Stage 2 Make the dough 

Next, weigh 560g (1lb 31⁄2oz) of the warm water into your large bowl or plastic container and add 160g (51⁄2oz) of your leaven. Combine with your fingers, then add both flours and mix until there are no more lumps. 

Cover with a clean tea towel and leave to rest for 30–45 minutes. Once the dough has rested, add salt and remaining 50g (13⁄4oz) of water. Scrunch the salt and water into the dough for about 3–5 minutes until the water is completely absorbed. Leave the dough to rest, covered, for 30 minutes. 

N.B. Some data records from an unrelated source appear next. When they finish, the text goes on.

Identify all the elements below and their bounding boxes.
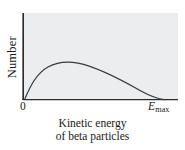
beta-decay-spectrum-figure: Number 0 Emax Kinetic energy of beta par… bbox=[0, 0, 185, 150]
x-axis-tick-label-emax: Emax bbox=[148, 101, 169, 113]
emax-subscript: max bbox=[155, 105, 169, 114]
emax-symbol: E bbox=[148, 100, 155, 112]
x-axis-tick-label-zero: 0 bbox=[20, 101, 26, 113]
caption-line-2: of beta particles bbox=[0, 130, 185, 143]
beta-spectrum-curve bbox=[25, 62, 165, 100]
x-axis-caption: Kinetic energy of beta particles bbox=[0, 117, 185, 143]
caption-line-1: Kinetic energy bbox=[0, 117, 185, 130]
y-axis-title: Number bbox=[6, 26, 19, 88]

Stage 3 Stretch and fold, and bulk rise 

You’ve probably noticed that there hasn’t been anything that resembles traditional kneading, and that’s because this method requires no kneading. Sourdough takes a long time to prove compared to yeasted bread and, over the course of the bulk rise, gluten is developed naturally using a ‘stretch and fold’ technique. 

Once you’ve added salt to your dough and allowed it to rest, you can start stretching and folding. Wet your hands and, keeping the dough in its container, imagine the dough is a clockface. Starting at 12 o’clock, scoop your hands underneath the dough, then pull up (stretch) and fold down (fold) over the whole piece. Turn your container 90° and repeat this step (stretch, fold and turn) another three times, so you end up back where you started. 

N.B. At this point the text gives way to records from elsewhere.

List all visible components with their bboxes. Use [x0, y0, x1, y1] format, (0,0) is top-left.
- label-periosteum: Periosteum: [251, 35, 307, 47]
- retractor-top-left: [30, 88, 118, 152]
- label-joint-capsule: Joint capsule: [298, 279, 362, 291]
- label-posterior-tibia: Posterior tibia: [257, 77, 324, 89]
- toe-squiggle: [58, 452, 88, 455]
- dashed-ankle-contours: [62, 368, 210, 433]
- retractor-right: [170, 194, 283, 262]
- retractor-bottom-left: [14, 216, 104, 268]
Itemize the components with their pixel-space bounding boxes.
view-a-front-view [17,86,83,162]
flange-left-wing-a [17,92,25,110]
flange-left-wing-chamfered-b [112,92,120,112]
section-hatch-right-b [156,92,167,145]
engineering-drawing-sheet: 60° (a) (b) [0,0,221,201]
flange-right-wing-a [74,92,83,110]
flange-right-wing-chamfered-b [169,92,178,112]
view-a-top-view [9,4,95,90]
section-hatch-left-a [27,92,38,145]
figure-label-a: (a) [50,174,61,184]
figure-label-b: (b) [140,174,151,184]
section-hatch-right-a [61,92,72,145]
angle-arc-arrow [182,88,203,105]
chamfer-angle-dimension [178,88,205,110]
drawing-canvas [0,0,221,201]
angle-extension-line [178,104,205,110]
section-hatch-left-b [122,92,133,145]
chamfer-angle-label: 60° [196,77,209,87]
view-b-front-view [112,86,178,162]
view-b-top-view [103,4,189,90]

These four folds are considered one ‘turn’. After completing the first turn, cover the dough. Then uncover and turn it every 30 minutes for 2–3 hours. After these 4–6 turns, the dough should have changed from loose and stretchy and should have begun to firm, tighten and contain plenty of air bubbles and have risen to nearly twice the size. 

Stage 4 Pre-shape 

After the final turn, rest the dough for 20–30 minutes. Lightly dust the top of the dough with flour and, using a plastic dough scraper, gently coax it away from the edges of the container. Then turn the container upside down and wait for the dough to naturally release itself onto your (unfloured) work surface.

Divide the dough into two equal parts using a metal scraper. Put one piece aside while you focus on the other. 

Fold the bottom of the dough over the top so it is now floured on the top and bottom. At this point you shouldn’t need to use any more flour – you don’t want to the dough to slide around on the surface. Holding your scraper in one hand, work the dough into a round, tucking the sides of the dough underneath itself and tightening the surface until it’s smooth and bouncy. The idea is to build tension.

Repeat with the other piece of dough, then cover both with a clean tea towel and leave to rest for 20 minutes. 

Stage 5 Final shape and retarding 

After resting, lightly flour both pieces of dough and flip them over so the floured side is on the worktop. Take hold of the edge of the dough at 2 o’clock and fold it into the middle, securing it with the thumb of your other hand. Rotate the dough about 30° and again fold the 2 o’clock edge to the middle, securing with your thumb. 

Repeat this process until you have rotated the dough through 360°. It should feel strong and bouncy and have noticeable resistance. Now you have a ball, flip it over so the smooth side is facing up. Cup your hand round the ball and pull towards you, so that the anchoring dough ‘seals’ itself. Now you have a fully shaped loaf! Repeat for the other loaf. 

Dust your proving baskets or tea-towel-lined bowls with rice flour (or some strong white flour), then place your loaves in them with their rough sides facing up. Cover with a tea towel, leave to prove in a warm place for 1 hour and then refrigerate overnight; the loaves will be ready to bake first thing in the morning. 

Stage 6 Bake 

Put a cast-iron pot in the oven and preheat to 250C (480oF). Take one loaf out of the fridge and turn it out into the pot, being careful not to burn yourself. Holding a sharp knife at a 30° angle, make four shallow slashes in the top of the loaf, in a criss-cross or other pattern, then cover with the lid and place in the oven. Turn the temperature down to 220°C (425°F) after 10 minutes, then remove the lid after another 10 minutes – you should be greeted by a huge cloud of steam and a glorious smell. Bake (lid off) for another 20–25 minutes until dark golden brown, and you are done. Take the loaf out of its baking vessel and repeat with the second loaf.